I'm basically scanning for <a> tags and searching the text within. Doing a Google News inspect, it appears that their links actually have no text, but are sibling elements of an <h#> tag. So, I need to figure out how to parse that correctly...
I just checked Google News myself, and you are correct that the sibling <h#> tag has the text. However, the <a> tag with the link has it too, but as a prop instead of being nested inside. Unless I am mistaken about the use case of that prop here, you can just extract the text from the aria-label property of the <a> tag.
And in case you want to proceed with parsing text from the sibling <h#> tag instead, you can just get the list of the parent <article> tag children nodes (yourAnchorTagNode.parentNode.parentNode.children; had to do a double .parentNode, because the <a> tag is wrapped in a singular <div> tag) and then search for the only <h#> tag there.

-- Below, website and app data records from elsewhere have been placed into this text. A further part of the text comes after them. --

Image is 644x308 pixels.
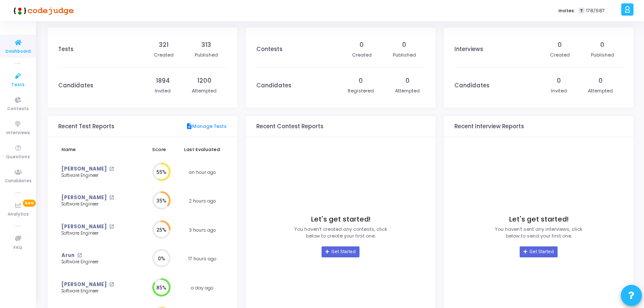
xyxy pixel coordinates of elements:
a: [PERSON_NAME] [61,194,106,201]
h3: Contests [256,46,282,53]
a: Arun [61,252,74,259]
span: Questions [6,154,30,161]
th: Score [141,142,177,158]
div: 0 [405,77,409,85]
div: 0 [598,77,602,85]
span: Candidates [5,178,31,185]
div: 0 [557,41,562,49]
td: 3 hours ago [177,216,226,245]
div: Software Engineer [61,173,127,179]
mat-icon: open_in_new [109,224,114,229]
a: Get Started [519,247,557,257]
th: Last Evaluated [177,142,226,158]
h4: Let's get started! [509,215,569,224]
a: Get Started [322,247,359,257]
div: 1200 [197,77,211,85]
div: Invited [155,87,171,94]
p: You haven’t sent any interviews, click below to send your first one. [495,226,582,239]
span: FAQ [14,245,22,252]
h3: Candidates [256,82,291,89]
div: Invited [551,87,567,94]
div: Attempted [395,87,420,94]
h3: Candidates [454,82,489,89]
div: 0 [402,41,406,49]
div: 1894 [156,77,170,85]
span: Interviews [6,129,30,136]
span: 178/687 [586,7,604,14]
th: Name [58,142,141,158]
div: 321 [159,41,169,49]
div: 0 [600,41,604,49]
h3: Tests [58,46,73,53]
a: [PERSON_NAME] [61,223,106,230]
mat-icon: description [186,123,192,130]
span: Tests [11,82,24,89]
h3: Recent Interview Reports [454,123,524,130]
h3: Interviews [454,46,483,53]
td: 2 hours ago [177,187,226,216]
div: 0 [557,77,561,85]
a: [PERSON_NAME] [61,281,106,288]
div: Published [591,51,614,59]
span: New [23,199,36,207]
span: Contests [7,106,29,113]
div: 0 [359,41,364,49]
div: Attempted [192,87,216,94]
div: 313 [202,41,211,49]
div: Software Engineer [61,201,127,208]
td: an hour ago [177,158,226,187]
div: Created [352,51,372,59]
a: Manage Tests [186,123,226,130]
div: Created [154,51,174,59]
div: Software Engineer [61,288,127,295]
p: You haven’t created any contests, click below to create your first one. [294,226,387,239]
div: Software Engineer [61,230,127,237]
mat-icon: open_in_new [77,253,82,258]
a: [PERSON_NAME] [61,165,106,173]
img: logo [11,2,74,19]
h3: Recent Contest Reports [256,123,323,130]
div: Attempted [588,87,613,94]
mat-icon: open_in_new [109,167,114,172]
div: Created [550,51,570,59]
div: Published [393,51,416,59]
td: 17 hours ago [177,245,226,273]
h4: Let's get started! [311,215,370,224]
div: Software Engineer [61,259,127,265]
mat-icon: open_in_new [109,282,114,287]
mat-icon: open_in_new [109,195,114,200]
div: 0 [359,77,363,85]
div: Registered [348,87,374,94]
label: Invites: [558,7,575,14]
h3: Recent Test Reports [58,123,114,130]
td: a day ago [177,273,226,302]
span: Analytics [8,211,29,218]
div: Published [195,51,218,59]
span: T [579,8,584,14]
h3: Candidates [58,82,93,89]
span: Dashboard [6,48,31,55]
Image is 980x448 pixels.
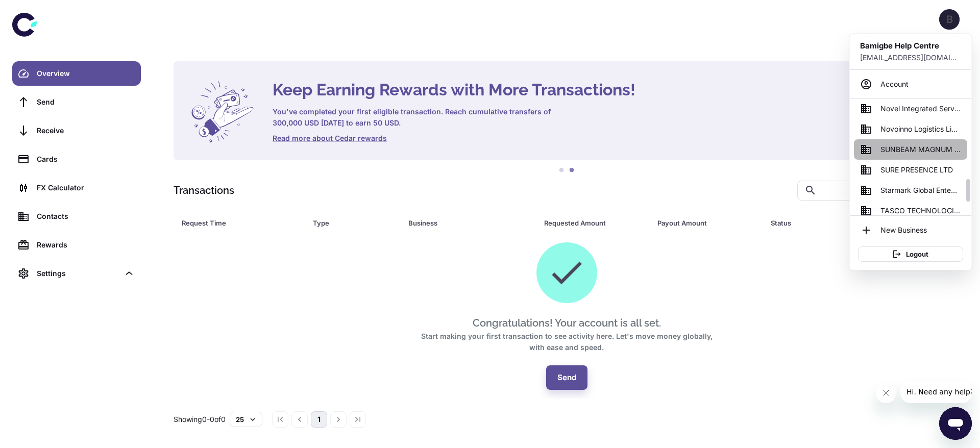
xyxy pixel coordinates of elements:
[880,185,961,196] span: Starmark Global Enteprises
[876,382,896,403] iframe: Close message
[6,7,74,15] span: Hi. Need any help?
[880,144,961,155] span: SUNBEAM MAGNUM ENTERPRISES
[880,123,961,135] span: Novoinno Logistics Limited
[880,103,961,114] span: Novel Integrated Services Ltd
[880,164,953,176] span: SURE PRESENCE LTD
[880,205,961,216] span: TASCO TECHNOLOGIES LTD
[901,381,972,403] iframe: Message from company
[860,52,961,63] p: [EMAIL_ADDRESS][DOMAIN_NAME]
[939,407,972,440] iframe: Button to launch messaging window
[860,40,961,52] h6: Bamigbe Help Centre
[854,220,967,240] li: New Business
[858,246,963,261] button: Logout
[854,74,967,95] a: Account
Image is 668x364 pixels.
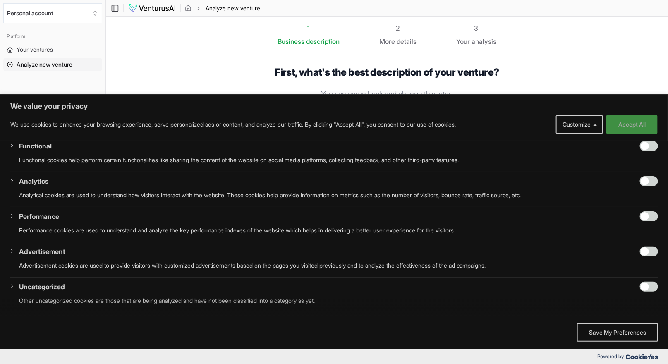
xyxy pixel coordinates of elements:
div: 1 [277,23,339,33]
p: Other uncategorized cookies are those that are being analyzed and have not been classified into a... [19,296,658,305]
button: Select an organization [3,3,102,23]
span: More [379,36,395,46]
p: Analytical cookies are used to understand how visitors interact with the website. These cookies h... [19,190,658,200]
input: Enable Advertisement [639,246,658,256]
p: We use cookies to enhance your browsing experience, serve personalized ads or content, and analyz... [10,119,456,129]
button: Save My Preferences [577,323,658,341]
input: Enable Uncategorized [639,281,658,291]
p: Performance cookies are used to understand and analyze the key performance indexes of the website... [19,225,658,235]
img: Cookieyes logo [625,354,658,359]
button: Accept All [606,115,657,134]
span: analysis [471,37,496,45]
a: Analyze new venture [3,58,102,71]
h1: First, what's the best description of your venture? [261,66,513,79]
input: Enable Performance [639,211,658,221]
span: details [396,37,416,45]
span: Analyze new venture [205,4,260,12]
button: Analytics [19,176,48,186]
img: logo [128,3,176,13]
button: Functional [19,141,52,151]
p: You can come back and change this later. [261,88,513,100]
input: Enable Analytics [639,176,658,186]
p: We value your privacy [10,101,657,111]
p: Advertisement cookies are used to provide visitors with customized advertisements based on the pa... [19,260,658,270]
span: Business [277,36,304,46]
button: Uncategorized [19,281,65,291]
nav: breadcrumb [185,4,260,12]
span: description [306,37,339,45]
a: Your ventures [3,43,102,56]
div: 3 [456,23,496,33]
button: Customize [556,115,603,134]
button: Performance [19,211,59,221]
button: Advertisement [19,246,65,256]
input: Enable Functional [639,141,658,151]
div: 2 [379,23,416,33]
p: Functional cookies help perform certain functionalities like sharing the content of the website o... [19,155,658,165]
div: Platform [3,30,102,43]
span: Your [456,36,470,46]
span: Your ventures [17,45,53,54]
span: Analyze new venture [17,60,72,69]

That will be your target tag with the text.
What seemed off to you?
Can't open Twitter without one of Elon's tweets on top of it.
I was _hoping_ to get away with the same xml-parsing for each site, but I guess I'll need to customize
My logic is that it is very unlikely that another website will copy over the exact html layout of Google News, so the <h#> is only going to work there. But I bet that Google News is far from the only website that has the article title text inside the aria-label prop in the <a> tag.
So you can cover a heavy majority of websites you care about (if not all of them) by just checking both the inner text and (in case the inner text is absent) the aria-label prop. No need for any custom logic implemented just for Google News, as it would likely solve this issue for a lot of other sources.